Latino and Hispanic people have played a significant role in struggles for racial, economic, and climate justice. In observance of Hispanic Heritage Month, our Senior Policy Analyst for Climate Justice, Catalina Gonzalez, reached out to several Latino advocates and organizers working on the frontlines of climate justice campaigns. The first post in this series, a reflection on the history of Hispanics and Latinos in social movements, can be found here. Today, we are sharing a response from Jose Coronado-Flores of CASA of Maryland.
I carry my Guatemalan roots everywhere I go and within everything I do. My Guatemalan culture is among the most special in the world. We are a country and culture that value and uplift the cultural exchange between the First Nations of the country and the Spanish culture brought over through Spanish colonization. My heritage is full of writers like Miguel Ángel Asturias, activists like Rigoberta Menchú, and an extensive history of poets and astronomers.
During this month, I am reflecting on the history of my country and what it means to become Guatemalan American. Though I was born in Guatemala, the United States has been my home for 23 of my 27 years on Earth. Not only that, but I have not been back since 1997. My heritage is written in my name and body, but, at this point, my values, customs, and habits are far more American than Guatemalan. I am always searching for the balance between authenticity and exploration of a culture that is both far away yet within me.
Justice for my community has always been at the forefront of my life goals. When I was a teenager living in Holiday, FL, I noticed how we were a small part of the population, but almost all of us lived in neglected areas and generally lower quality housing. I also noticed differences in how “Americans” treated us. My family would be scolded by xenophobic people for speaking Spanish in public. We were neglected in school. I recall how my kindergarten teacher would tell me I had an extended nap time when she taught my classmates how to read and write, leaving me to fall behind. It wasn’t until a Hispanic teacher taught me to read and write before school three days of the week.
All of the things I noticed fueled my passion to be a fierce driver of systemic change for my community and beyond. Currently, I work as a policy analyst and lobbyist for housing, environmental, and immigrant justice — all topics that disproportionately impact Hispanic communities. My job at CASA, an immigrant advocacy and services organization that started in the community to which my family has had long ties and residence, has allowed me to flex, tap into, and utilize my Hispanic heritage. From improving the housing quality through structural improvements of affordable housing and decarbonization all the way to advocating with Guatemalan immigrants at the White House asking for a Temporary Protected Status designation for Guatemala, my job is wholly focused on improving the lives of the Hispanic and immigrant community at large.
Of all the issues on which I work, the most pressing and meaningful to me is my work on environmental justice. Among the realizations I had in my adolescence about the conditions many in the Hispanic community face, I noticed how our neighborhoods were often polluted, industrial, and very fenced off. As I started my environmental justice advocacy, I quickly realized that pollution, dirty energy, waste, corporate oligopolies, and the everyday grime of poor communities was directly tied to environmental harms that we disproportionately feel. Our communities should not be the default places where landfills, industrial sites, dirty energy plants, and more are located. Our communities should also not be plagued with faulty and inefficient buildings and harmful gas infrastructure. I’ve learned that to “clean up” my community and others like it, we must commence with addressing environmental harm, which impacts every aspect of our lives.
Though my passion for environmental justice spawned recently in my career, I know it has always been locked within my cultural identity. Guatemalans fiercely protect their environment by fighting aggressive development and respecting the many Mayan nations’ co-existence with the environment. Guatemalans protect and exalt Mother Nature, which makes it intuitive for us to not only love and respect each other but see ourselves as part of a larger ecosystem of symbiotic living beings.
This Hispanic Heritage Month, I want others to draw from the most authentic roots and aspects of our culture. For those beyond the community, we desperately need you to challenge anti-immigrant rhetoric and see the value our community holds in the United States, regardless of how we got here and what keeps us in the U.S.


Problem to solve →
Could you reproduce the entries exactly, omitting every picture?

Figure record listings →
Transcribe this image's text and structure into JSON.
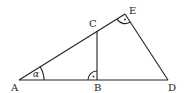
{
  "diagram": {
    "points": {
      "A": {
        "label": "A",
        "x": 19,
        "y": 80
      },
      "B": {
        "label": "B",
        "x": 97,
        "y": 80
      },
      "C": {
        "label": "C",
        "x": 97,
        "y": 31
      },
      "D": {
        "label": "D",
        "x": 168,
        "y": 80
      },
      "E": {
        "label": "E",
        "x": 125,
        "y": 14
      }
    },
    "segments": [
      "AD",
      "AE",
      "ED",
      "BC"
    ],
    "angle_label": "α",
    "right_angles": [
      "B",
      "E"
    ],
    "stroke_color": "#222222"
  }
}
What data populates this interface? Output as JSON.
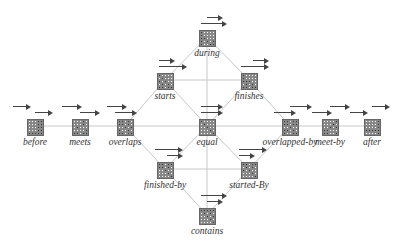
{
  "diagram": {
    "line_color": "#c8c8c8",
    "nodes": [
      {
        "id": "before",
        "label": "before",
        "x": 35,
        "y": 104,
        "a1": [
          0,
          14
        ],
        "a2": [
          22,
          36
        ],
        "grid": [
          "00011",
          "00011",
          "00011",
          "00011",
          "11111"
        ]
      },
      {
        "id": "meets",
        "label": "meets",
        "x": 80,
        "y": 104,
        "a1": [
          4,
          20
        ],
        "a2": [
          22,
          38
        ],
        "grid": [
          "00010",
          "00010",
          "01000",
          "00001",
          "11011"
        ]
      },
      {
        "id": "overlaps",
        "label": "overlaps",
        "x": 125,
        "y": 104,
        "a1": [
          4,
          20
        ],
        "a2": [
          12,
          30
        ],
        "grid": [
          "11010",
          "11010",
          "00101",
          "10010",
          "11011"
        ]
      },
      {
        "id": "equal",
        "label": "equal",
        "x": 207,
        "y": 104,
        "a1": [
          16,
          34
        ],
        "a2": [
          16,
          34
        ],
        "grid": [
          "10000",
          "01000",
          "00100",
          "00010",
          "00001"
        ]
      },
      {
        "id": "overlapped-by",
        "label": "overlapped-by",
        "x": 290,
        "y": 104,
        "a1": [
          22,
          40
        ],
        "a2": [
          6,
          24
        ],
        "grid": [
          "11011",
          "11011",
          "00100",
          "11010",
          "10011"
        ]
      },
      {
        "id": "meet-by",
        "label": "meet-by",
        "x": 330,
        "y": 104,
        "a1": [
          22,
          38
        ],
        "a2": [
          4,
          20
        ],
        "grid": [
          "00001",
          "00010",
          "00101",
          "11000",
          "11001"
        ]
      },
      {
        "id": "after",
        "label": "after",
        "x": 372,
        "y": 104,
        "a1": [
          22,
          36
        ],
        "a2": [
          0,
          14
        ],
        "grid": [
          "00001",
          "00001",
          "00001",
          "11111",
          "00001"
        ]
      },
      {
        "id": "during",
        "label": "during",
        "x": 207,
        "y": 15,
        "a1": [
          22,
          34
        ],
        "a2": [
          16,
          38
        ],
        "grid": [
          "10000",
          "10000",
          "11000",
          "10101",
          "10011"
        ]
      },
      {
        "id": "starts",
        "label": "starts",
        "x": 165,
        "y": 58,
        "a1": [
          16,
          28
        ],
        "a2": [
          16,
          40
        ],
        "grid": [
          "10000",
          "01000",
          "10100",
          "01010",
          "11011"
        ]
      },
      {
        "id": "finishes",
        "label": "finishes",
        "x": 249,
        "y": 58,
        "a1": [
          26,
          38
        ],
        "a2": [
          14,
          38
        ],
        "grid": [
          "10000",
          "10000",
          "11100",
          "01010",
          "11011"
        ]
      },
      {
        "id": "finished-by",
        "label": "finished-by",
        "x": 165,
        "y": 147,
        "a1": [
          12,
          36
        ],
        "a2": [
          24,
          36
        ],
        "grid": [
          "11011",
          "11010",
          "00100",
          "00010",
          "00001"
        ]
      },
      {
        "id": "started-By",
        "label": "started-By",
        "x": 249,
        "y": 147,
        "a1": [
          12,
          36
        ],
        "a2": [
          12,
          24
        ],
        "grid": [
          "11011",
          "01010",
          "10100",
          "00010",
          "00001"
        ]
      },
      {
        "id": "contains",
        "label": "contains",
        "x": 207,
        "y": 193,
        "a1": [
          16,
          38
        ],
        "a2": [
          22,
          34
        ],
        "grid": [
          "11111",
          "01010",
          "00101",
          "00010",
          "00001"
        ]
      }
    ],
    "edges": [
      [
        "before",
        "meets"
      ],
      [
        "meets",
        "overlaps"
      ],
      [
        "overlaps",
        "equal"
      ],
      [
        "equal",
        "overlapped-by"
      ],
      [
        "overlapped-by",
        "meet-by"
      ],
      [
        "meet-by",
        "after"
      ],
      [
        "overlaps",
        "starts"
      ],
      [
        "starts",
        "during"
      ],
      [
        "during",
        "finishes"
      ],
      [
        "finishes",
        "overlapped-by"
      ],
      [
        "overlaps",
        "finished-by"
      ],
      [
        "finished-by",
        "contains"
      ],
      [
        "contains",
        "started-By"
      ],
      [
        "started-By",
        "overlapped-by"
      ],
      [
        "starts",
        "equal"
      ],
      [
        "equal",
        "finishes"
      ],
      [
        "finished-by",
        "equal"
      ],
      [
        "equal",
        "started-By"
      ],
      [
        "starts",
        "finishes"
      ],
      [
        "finished-by",
        "started-By"
      ],
      [
        "during",
        "contains"
      ]
    ]
  }
}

Output below →
Transcribe this image's text and structure into JSON.
{
  "diagram": {
    "points": {
      "A": {
        "label": "A",
        "x": 19,
        "y": 80
      },
      "B": {
        "label": "B",
        "x": 97,
        "y": 80
      },
      "C": {
        "label": "C",
        "x": 97,
        "y": 31
      },
      "D": {
        "label": "D",
        "x": 168,
        "y": 80
      },
      "E": {
        "label": "E",
        "x": 125,
        "y": 14
      }
    },
    "segments": [
      "AD",
      "AE",
      "ED",
      "BC"
    ],
    "angle_label": "α",
    "right_angles": [
      "B",
      "E"
    ],
    "stroke_color": "#222222"
  }
}
What data populates this interface? Output as JSON.
{
  "diagram": {
    "line_color": "#c8c8c8",
    "nodes": [
      {
        "id": "before",
        "label": "before",
        "x": 35,
        "y": 104,
        "a1": [
          0,
          14
        ],
        "a2": [
          22,
          36
        ],
        "grid": [
          "00011",
          "00011",
          "00011",
          "00011",
          "11111"
        ]
      },
      {
        "id": "meets",
        "label": "meets",
        "x": 80,
        "y": 104,
        "a1": [
          4,
          20
        ],
        "a2": [
          22,
          38
        ],
        "grid": [
          "00010",
          "00010",
          "01000",
          "00001",
          "11011"
        ]
      },
      {
        "id": "overlaps",
        "label": "overlaps",
        "x": 125,
        "y": 104,
        "a1": [
          4,
          20
        ],
        "a2": [
          12,
          30
        ],
        "grid": [
          "11010",
          "11010",
          "00101",
          "10010",
          "11011"
        ]
      },
      {
        "id": "equal",
        "label": "equal",
        "x": 207,
        "y": 104,
        "a1": [
          16,
          34
        ],
        "a2": [
          16,
          34
        ],
        "grid": [
          "10000",
          "01000",
          "00100",
          "00010",
          "00001"
        ]
      },
      {
        "id": "overlapped-by",
        "label": "overlapped-by",
        "x": 290,
        "y": 104,
        "a1": [
          22,
          40
        ],
        "a2": [
          6,
          24
        ],
        "grid": [
          "11011",
          "11011",
          "00100",
          "11010",
          "10011"
        ]
      },
      {
        "id": "meet-by",
        "label": "meet-by",
        "x": 330,
        "y": 104,
        "a1": [
          22,
          38
        ],
        "a2": [
          4,
          20
        ],
        "grid": [
          "00001",
          "00010",
          "00101",
          "11000",
          "11001"
        ]
      },
      {
        "id": "after",
        "label": "after",
        "x": 372,
        "y": 104,
        "a1": [
          22,
          36
        ],
        "a2": [
          0,
          14
        ],
        "grid": [
          "00001",
          "00001",
          "00001",
          "11111",
          "00001"
        ]
      },
      {
        "id": "during",
        "label": "during",
        "x": 207,
        "y": 15,
        "a1": [
          22,
          34
        ],
        "a2": [
          16,
          38
        ],
        "grid": [
          "10000",
          "10000",
          "11000",
          "10101",
          "10011"
        ]
      },
      {
        "id": "starts",
        "label": "starts",
        "x": 165,
        "y": 58,
        "a1": [
          16,
          28
        ],
        "a2": [
          16,
          40
        ],
        "grid": [
          "10000",
          "01000",
          "10100",
          "01010",
          "11011"
        ]
      },
      {
        "id": "finishes",
        "label": "finishes",
        "x": 249,
        "y": 58,
        "a1": [
          26,
          38
        ],
        "a2": [
          14,
          38
        ],
        "grid": [
          "10000",
          "10000",
          "11100",
          "01010",
          "11011"
        ]
      },
      {
        "id": "finished-by",
        "label": "finished-by",
        "x": 165,
        "y": 147,
        "a1": [
          12,
          36
        ],
        "a2": [
          24,
          36
        ],
        "grid": [
          "11011",
          "11010",
          "00100",
          "00010",
          "00001"
        ]
      },
      {
        "id": "started-By",
        "label": "started-By",
        "x": 249,
        "y": 147,
        "a1": [
          12,
          36
        ],
        "a2": [
          12,
          24
        ],
        "grid": [
          "11011",
          "01010",
          "10100",
          "00010",
          "00001"
        ]
      },
      {
        "id": "contains",
        "label": "contains",
        "x": 207,
        "y": 193,
        "a1": [
          16,
          38
        ],
        "a2": [
          22,
          34
        ],
        "grid": [
          "11111",
          "01010",
          "00101",
          "00010",
          "00001"
        ]
      }
    ],
    "edges": [
      [
        "before",
        "meets"
      ],
      [
        "meets",
        "overlaps"
      ],
      [
        "overlaps",
        "equal"
      ],
      [
        "equal",
        "overlapped-by"
      ],
      [
        "overlapped-by",
        "meet-by"
      ],
      [
        "meet-by",
        "after"
      ],
      [
        "overlaps",
        "starts"
      ],
      [
        "starts",
        "during"
      ],
      [
        "during",
        "finishes"
      ],
      [
        "finishes",
        "overlapped-by"
      ],
      [
        "overlaps",
        "finished-by"
      ],
      [
        "finished-by",
        "contains"
      ],
      [
        "contains",
        "started-By"
      ],
      [
        "started-By",
        "overlapped-by"
      ],
      [
        "starts",
        "equal"
      ],
      [
        "equal",
        "finishes"
      ],
      [
        "finished-by",
        "equal"
      ],
      [
        "equal",
        "started-By"
      ],
      [
        "starts",
        "finishes"
      ],
      [
        "finished-by",
        "started-By"
      ],
      [
        "during",
        "contains"
      ]
    ]
  }
}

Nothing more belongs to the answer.